Obviously I was a huge Breaking Bad fan, and as much as it stressed me out, I miss writing the recaps as it made my love for, and understanding of, the show that much deeper.

But I wasn’t super excited about Better Call Saul; a prequel spin-off seems like it was just a disaster waiting to happen. Sure Saul the attorney was an entertaining recurring character, but he was also over-the-top and a convenient way to push the narrative along. Although he wanted to be a consigliere to Walt/Heisenberg, we know now that Walt worked alone; he involved Saul as a co-conspirator in his devious plans, but didn’t let him have much input.

Saul was entertaining, but I didn’t think he had the depth and inventiveness to warrant his own show. Three episodes in, let me say this: I am a dumbass and was completely wrong. Saul is deep, yo.

First, let’s start with the feel of the show – it’s very similar to Breaking Bad in both look and pacing. It’s quick moving, the vast desolation of the desert is laid out in Technicolor, and the thin line between the have and have-nots is perfectly framed in the cars and homes of Albuquerque. 

The series is set 6 years before Saul Goodman meets Walter White; Saul is Jimmy McGill, an attorney scraping together a living defending guilty clients. He’s creative and bombastic, and he’s mostly on the right side of the law (he has tricks, but they aren’t dirty).

Saul is played by Bob Odenkirk – can I call a veteran actor a revelation? I’m going to. From the opening scene, when the current-day “disappeared”, Saul sheds a tear over his former life, to his love of spinning his own Slipping Jimmy mythology, to his gentle desperation when trying to reason with his ill brother, Bob is in every scene, adding nuance and humanity to someone the world is supposed to laugh at -- an ambulance chaser in a cheap suit.

Jimmy’s hunched posture and bubbling frustration certainly has shades of Walter White. Both men are smart, and logical. They’ve each chosen noble professions, yet there is a strong current of underachievement, a constant whiff of failure in the air. Walt is a high school teacher (who could have been a celebrated and wealthy scientist) and Jimmy is a lawyer that works on desperate, can’t-win cases and markets himself on a matchbook.

Suffering the grind of incessant, systemic humiliation – Walt from the students who come into his car wash, Jimmy by the sadistic parking attendant (hi, Mike!) and tiny paycheques, they navigate the world skittishly, just waiting for the next schoolyard bully to appear. And they are both dead broke, stuck in a hand-to-mouth, lower middle class cycle of desperation.

Walt has a macho and abrupt brother-in-law Hank, while Jimmy McGill has a troubled and gently moral brother, Chuck, who was once a prominent and successful attorney. What Hank had – the respect of his colleagues, a little bit of hero shine, Walt didn’t. And what Chuck could lay claim to – the impressive boardrooms, the endless breakfast Danishes, $17 million share in a prestigious law firm – highlights what Jimmy doesn’t have.

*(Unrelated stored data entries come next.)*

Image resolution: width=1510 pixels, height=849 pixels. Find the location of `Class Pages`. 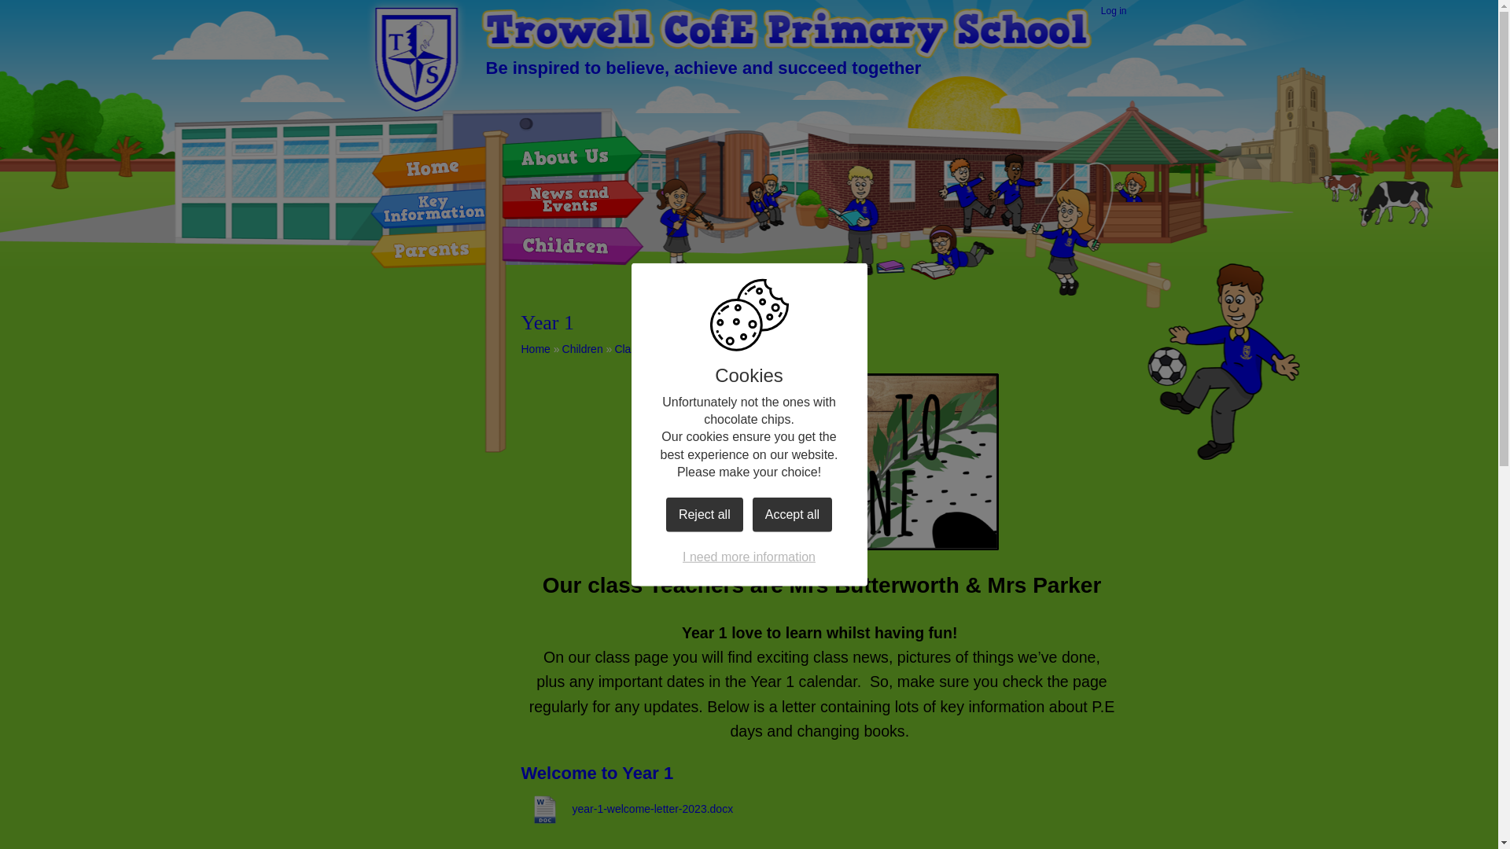

Class Pages is located at coordinates (645, 349).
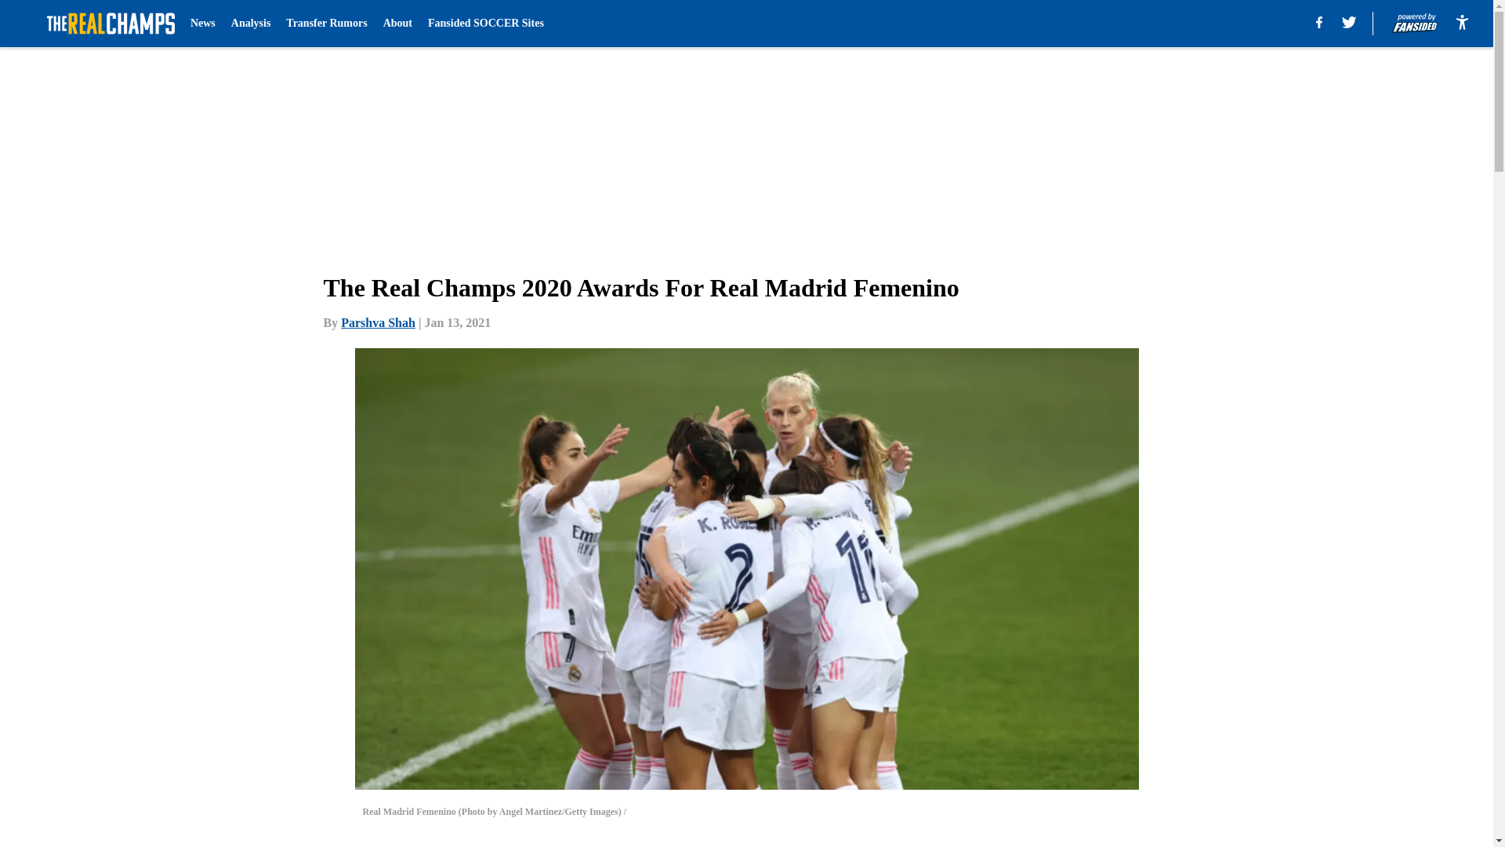 This screenshot has height=847, width=1505. What do you see at coordinates (398, 24) in the screenshot?
I see `About` at bounding box center [398, 24].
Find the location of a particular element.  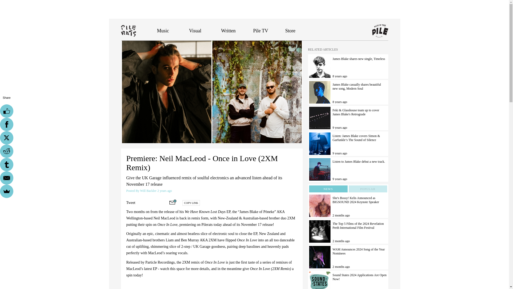

Made In The Pile is located at coordinates (380, 31).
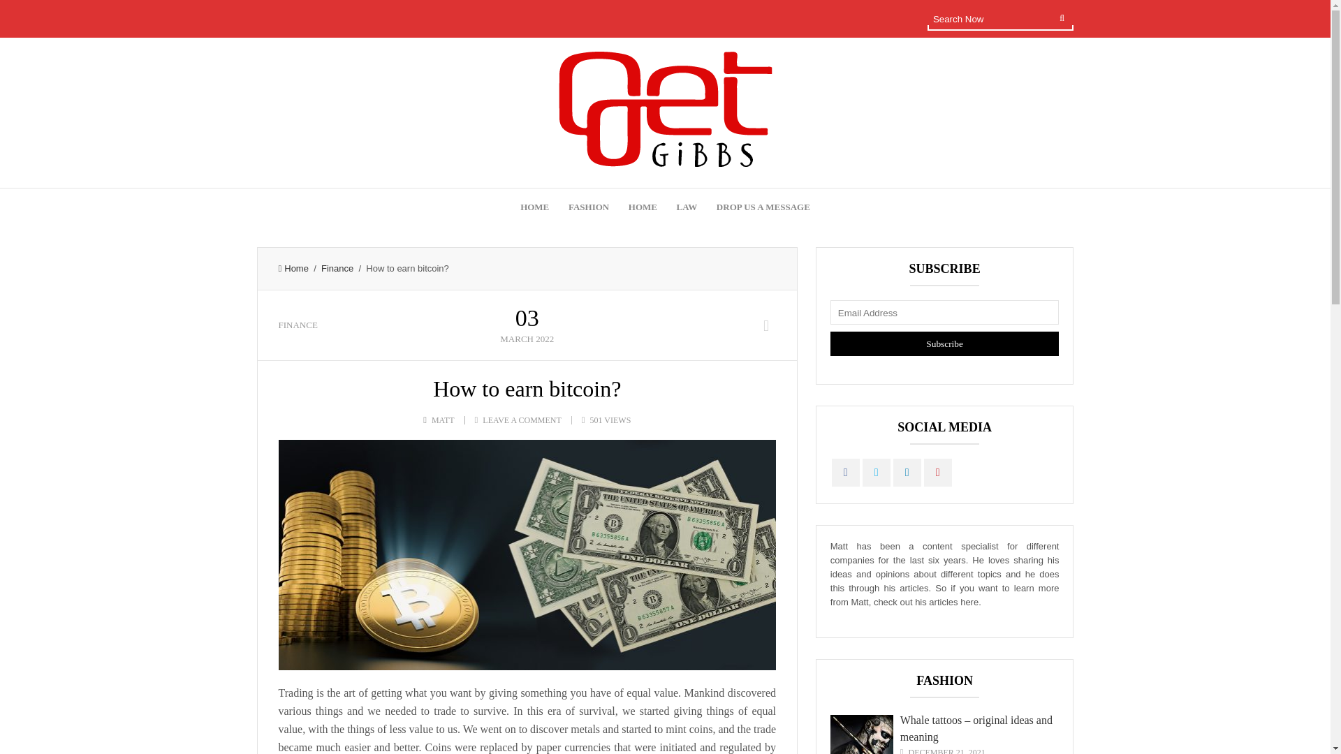 The width and height of the screenshot is (1341, 754). Describe the element at coordinates (687, 207) in the screenshot. I see `LAW` at that location.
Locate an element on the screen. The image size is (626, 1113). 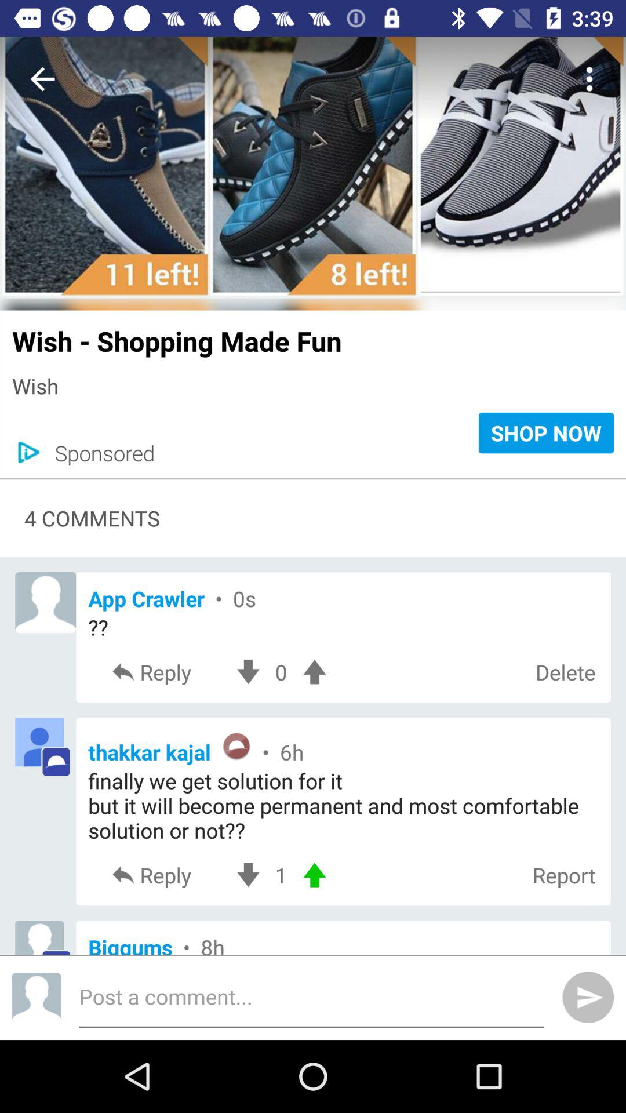
choose the item below the wish is located at coordinates (99, 453).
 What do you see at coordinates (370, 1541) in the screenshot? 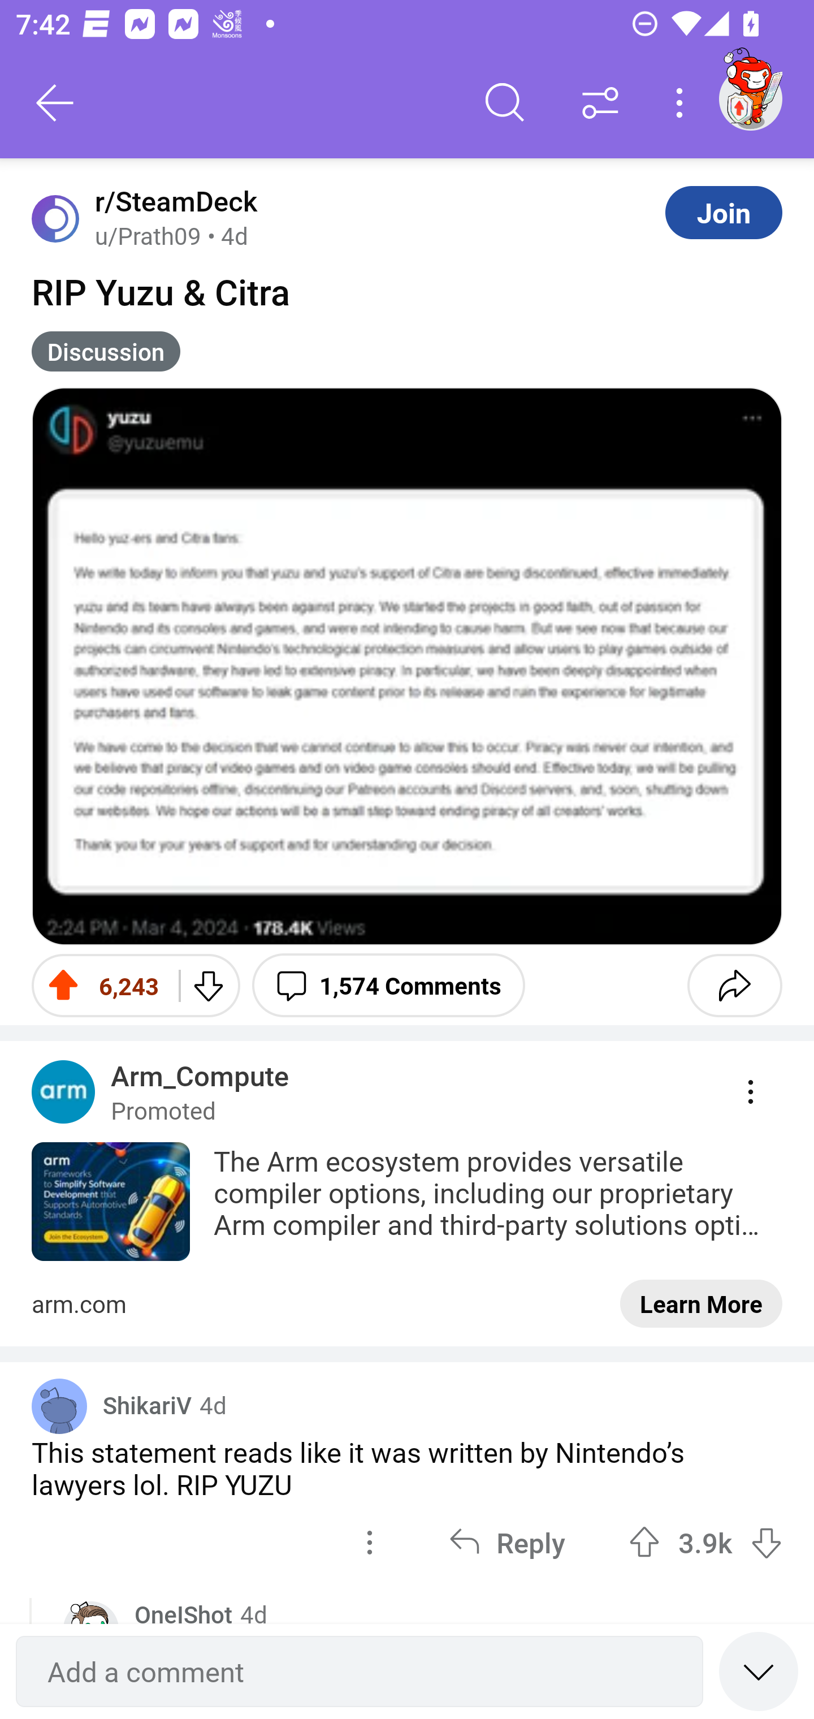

And of course both men transform, Walt to Heisenberg and Jimmy McGill to Saul Goodman, but there is a key difference here because while Walt is assuming a sinister alter ego, Jimmy is simply honing aspects of his personality. Slipping Jimmy (the con-artist nickname Jim earns from premeditated, opportunistic sidewalk slips in his youth) becomes Saul Goodman, someone whose creativity and circumstances nudge him further and further over the line of acceptable, legal behaviour.

Where they differ is Saul’s inherent squeamishness with murder, kidnapping, and general thuggery. He’s spooked by it, not invigorated like Walt had been. There’s a reluctant goodness that Saul carries around – sure he may throw tantrums, but he’s not violent. When jilted, Walt would light a BMW on fire. Jimmy just shoulders on to the next case, the next bad cup of coffee, the next sh-tty paycheque. And every time he says, “It’s showtime!” in the mirror, he believes it. Jimmy’s an entertainer who is working open mic night to half-empty seats every time he steps into the courtroom.

It’s quite astounding that the writing team can make the journey of Jimmy to Saul exciting, even though we know he ends up in Nebraska working at a food court, a sort of criminal’s witness protection program. Vince Gilligan and his team are being so careful and thoughtful with this show, it’s like the entire time Saul was Breaking Bad’s secret weapon and they knew that. I was always focused on Jesse. How did I not notice that Saul was the favourite son?